Much of the pathology of the metabolic syndrome is now clearly mediated by inflammation. This topic is reviewed by Nikolajczyk et al. (72), Johnson et al. (85), and Tack et al. (87). Directly suppressing inflammatory pathways, therefore, are promising new approaches to treat obesity-related diseases. In addition, approaches to reduce the metabolic stress of adipocytes and other metabolic tissues can reduce inflammation. Given that metabolic therapies in obesity and diabetes generally strive to increase lipid oxidation, it is tempting to speculate that at least a part of the effects of increased lipid oxidation may be by directly promoting oxidative metabolism in immune cells because both M2 and Treg cells prefer lipid oxidation when compared to inflammatory M1 macrophages and effector T cells. Indeed, metformin is a very commonly prescribed drug that promotes AMPK activation and can relieve some symptoms of metabolic syndrome. We have shown that AMPK activation drive the balance of T cells away from effectors and toward Tregs (47), and this may be a component of the success of metformin treatment that complements general improvements in metabolic health.

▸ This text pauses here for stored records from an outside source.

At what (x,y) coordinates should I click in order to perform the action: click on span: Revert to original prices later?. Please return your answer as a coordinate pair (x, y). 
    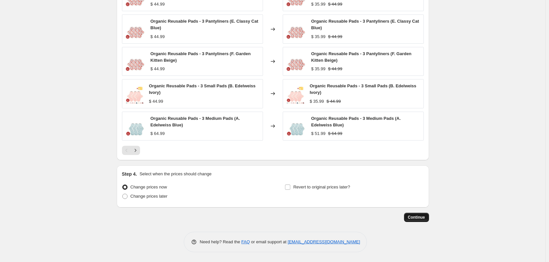
    Looking at the image, I should click on (322, 187).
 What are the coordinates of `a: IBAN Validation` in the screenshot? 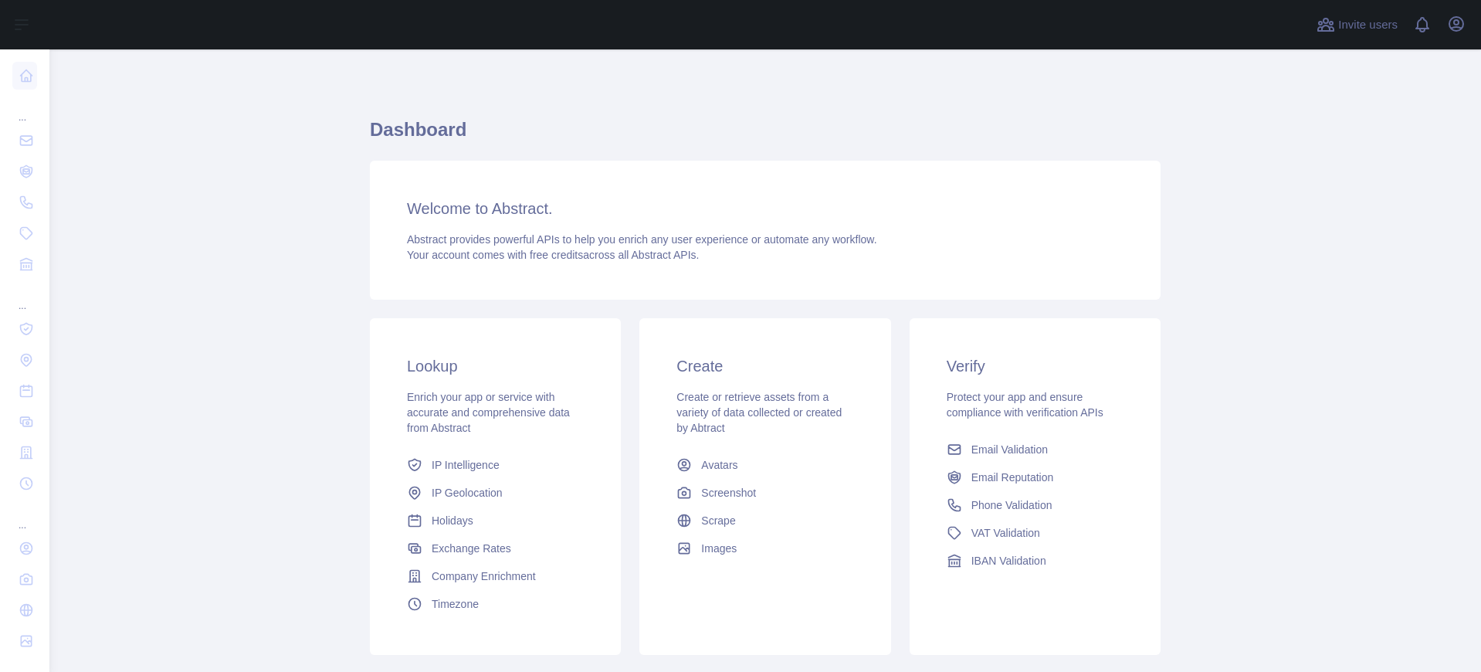 It's located at (1035, 561).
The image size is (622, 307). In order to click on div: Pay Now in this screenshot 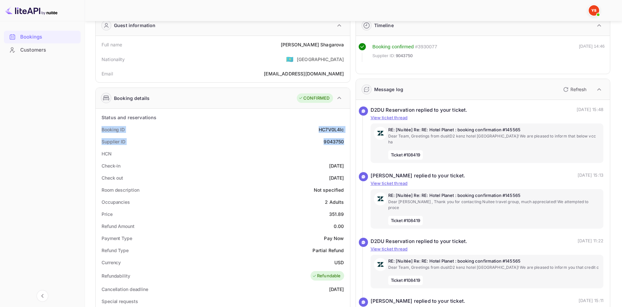, I will do `click(334, 238)`.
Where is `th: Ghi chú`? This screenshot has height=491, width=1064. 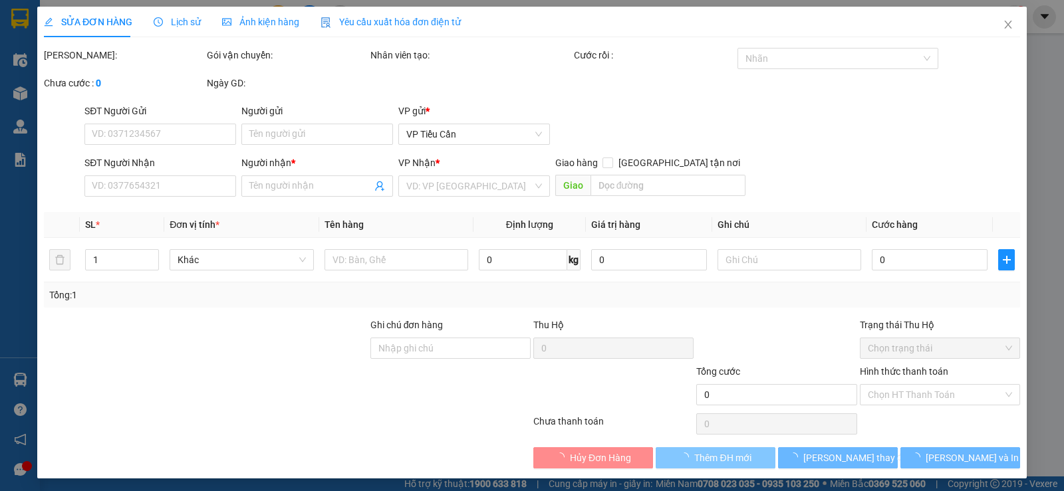 th: Ghi chú is located at coordinates (789, 225).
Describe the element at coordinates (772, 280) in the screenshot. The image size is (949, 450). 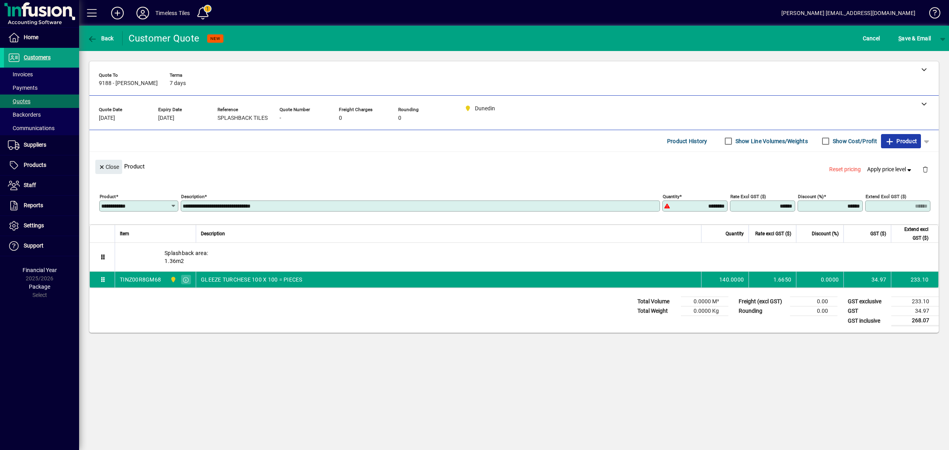
I see `div: 1.6650` at that location.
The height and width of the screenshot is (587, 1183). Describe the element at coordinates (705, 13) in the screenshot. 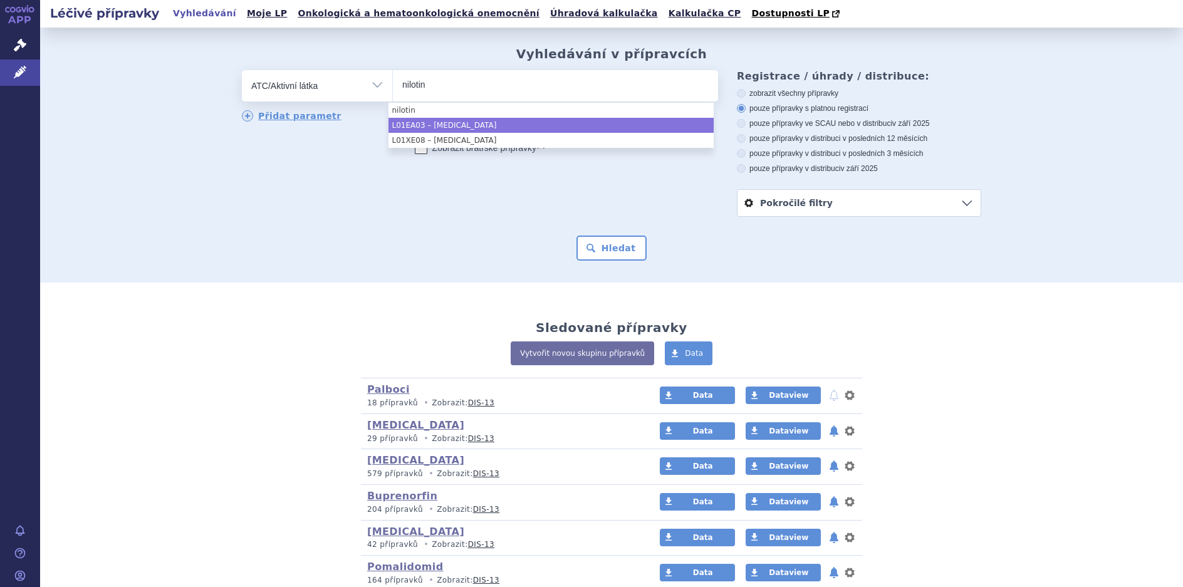

I see `a: Kalkulačka CP` at that location.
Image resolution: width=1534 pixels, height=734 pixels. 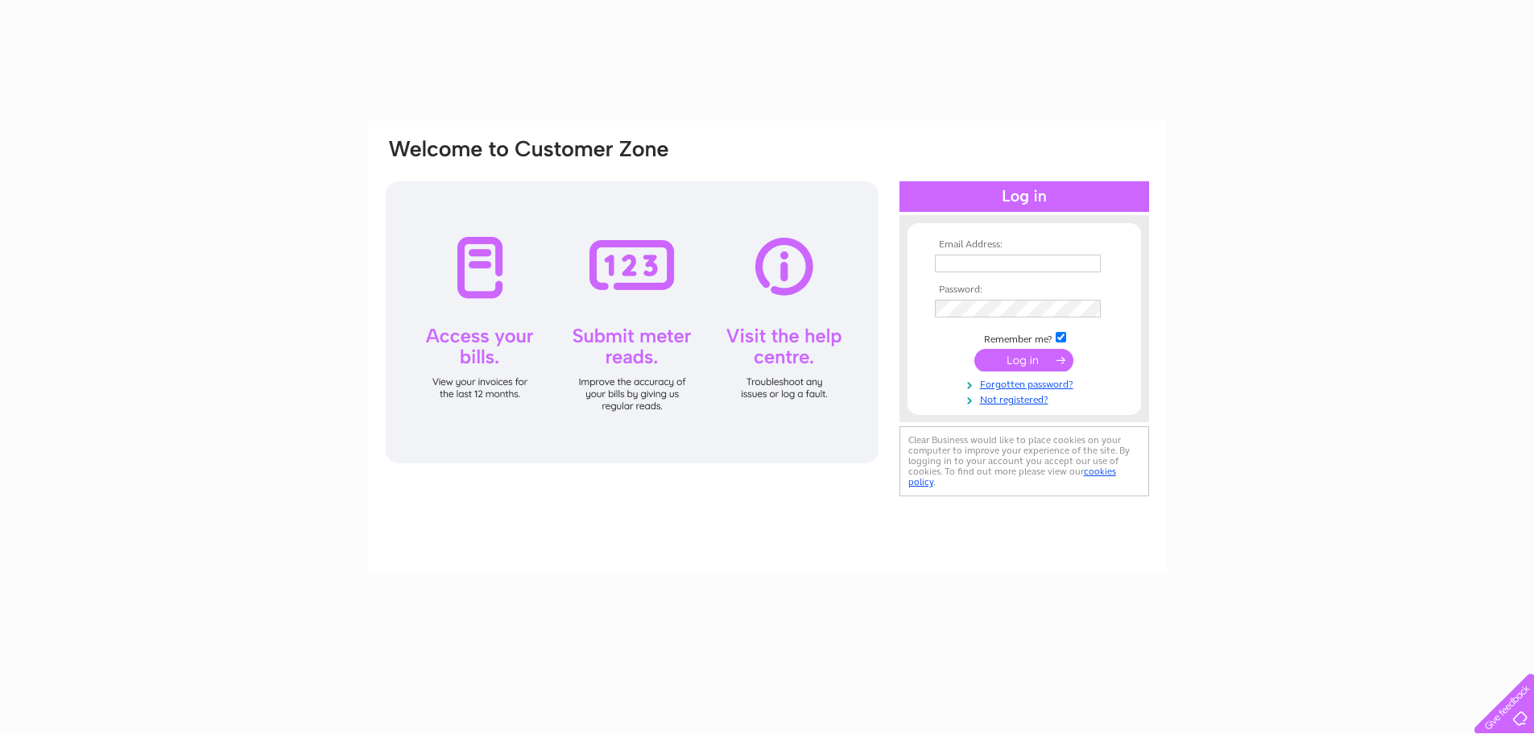 I want to click on td: Remember me?, so click(x=1024, y=337).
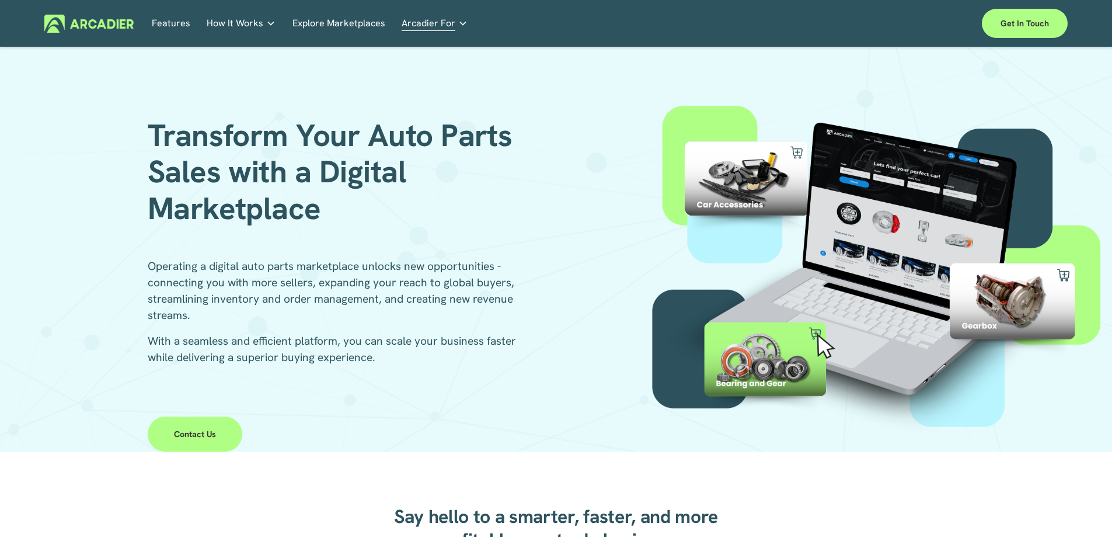  Describe the element at coordinates (1025, 23) in the screenshot. I see `a: Get in touch` at that location.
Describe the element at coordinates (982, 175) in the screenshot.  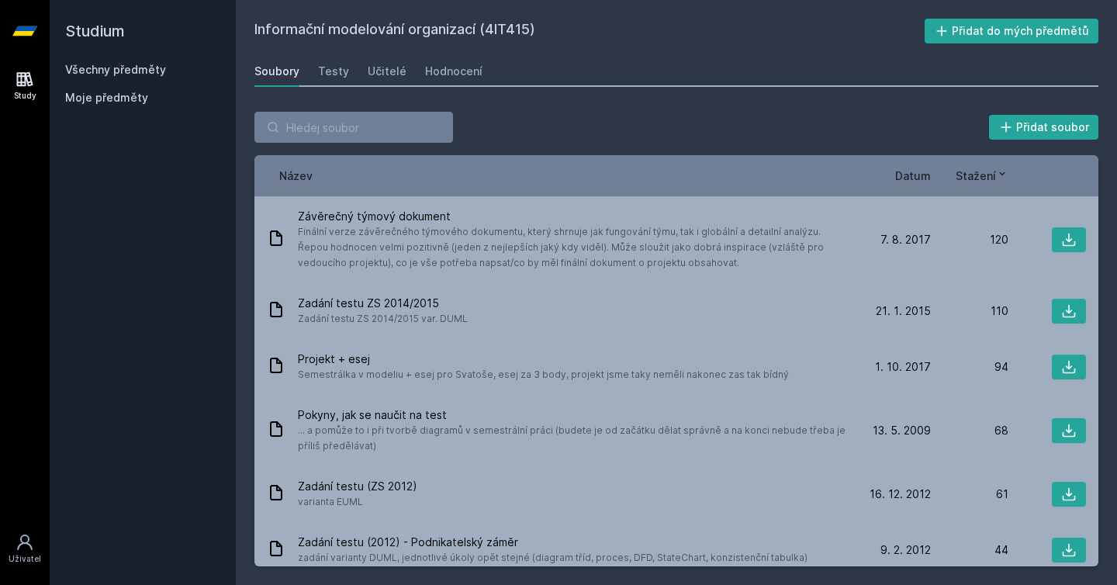
I see `button: Stažení` at that location.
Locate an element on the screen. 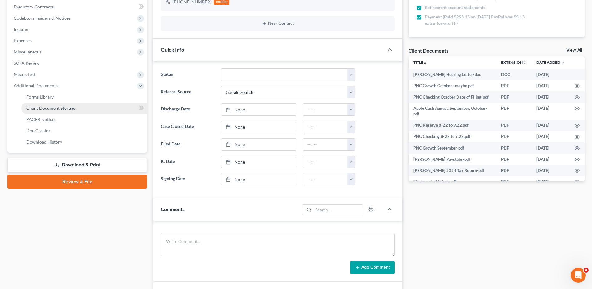 The height and width of the screenshot is (289, 592). span: Retirement account statements is located at coordinates (455, 7).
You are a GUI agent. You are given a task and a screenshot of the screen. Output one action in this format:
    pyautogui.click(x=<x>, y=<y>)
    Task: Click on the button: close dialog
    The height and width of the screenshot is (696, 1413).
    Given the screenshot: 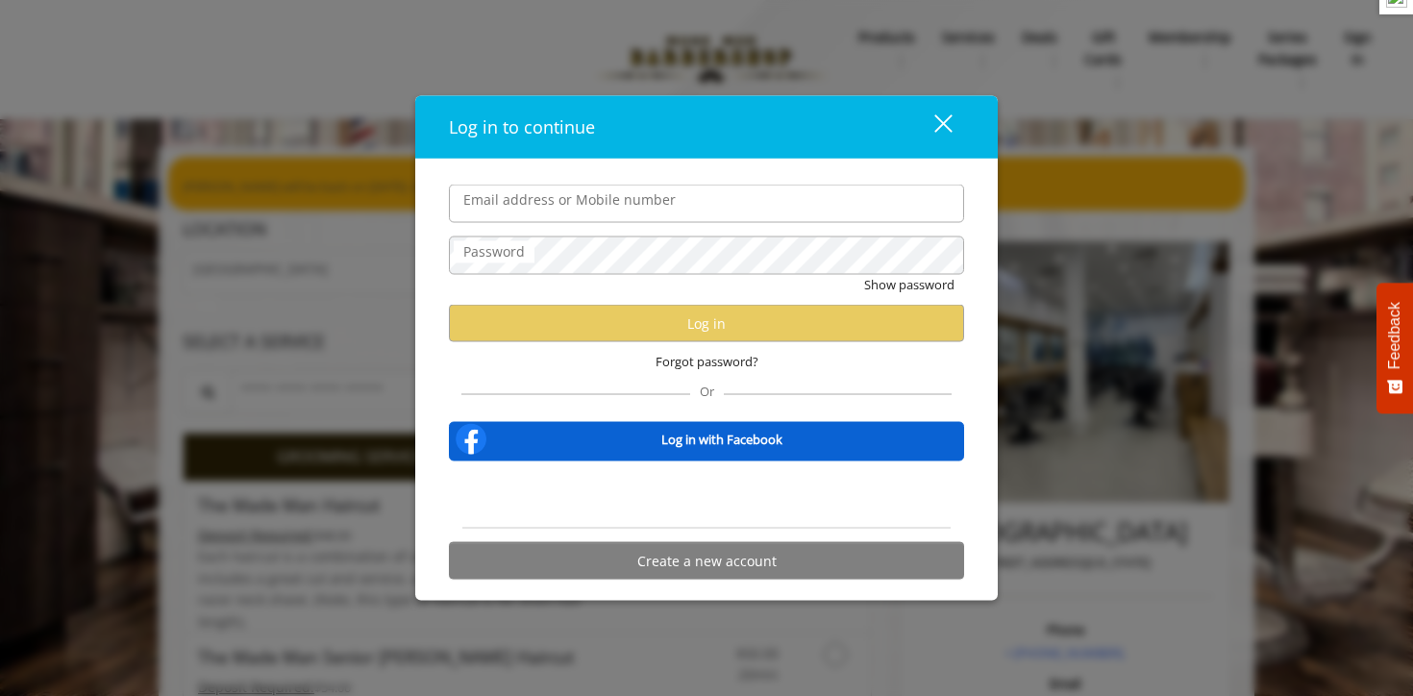 What is the action you would take?
    pyautogui.click(x=932, y=127)
    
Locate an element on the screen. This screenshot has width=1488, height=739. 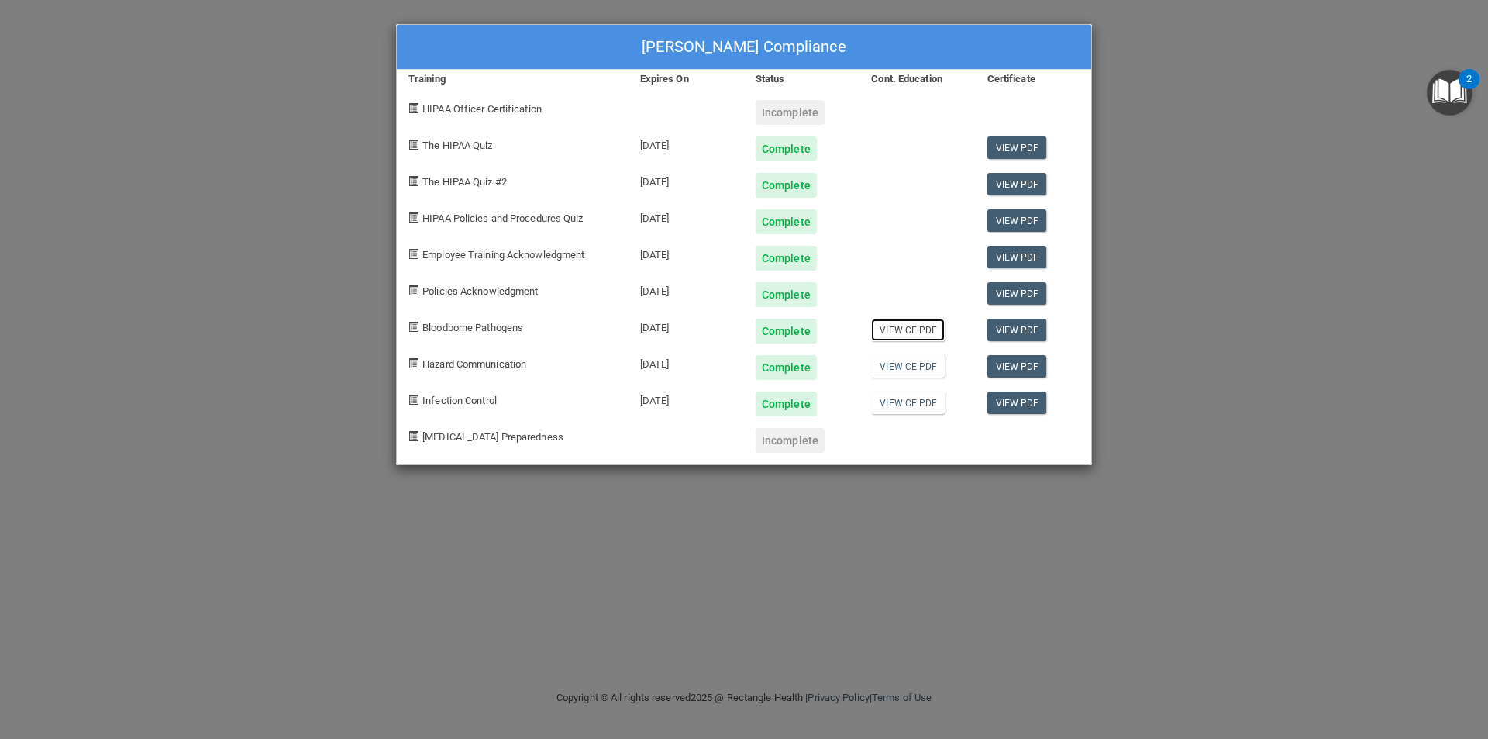
span: Bloodborne Pathogens is located at coordinates (473, 327).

The field of immunometabolism has been growing leaps and bounds in the past years. It is not, however, an entirely new field. The links between nutrition and immune status have been appreciated for many years. The newfound molecular links between metabolic tissues and immune signaling pathways as well as increased understanding and appreciation of direct metabolic pathways of the immune cells themselves offers a new and exciting direction to understand both normal immunity as well as immunity in metabolic disease. Recent studies that address direct changes in lymphocyte metabolism in immunity have much to owe to the cancer metabolism field, as activated lymphocytes and cancer cells can be very similar metabolically. In this light, it is appropriate that the father of cancer metabolism, Otto Warburg (4), was also one of the first to investigate the activation of glycolysis in leukocyte activation (3). There are many questions that remain, chief of which will be to improve our understanding of metabolic pathways in immune cells and how immunological cells interact with cells in traditional metabolic tissues. It now is clear, however, that addressing these questions has the potential to impact a wide range of diseases.
Acknowledgements
I thank Nancie MacIver and Liza Makowski for helpful suggestions and comments. This work was supported by R01HL108006, the Lupus Research Institute, and the Leukemia and Lymphoma Society.
Footnotes
The author has no conflicts of interest to declare.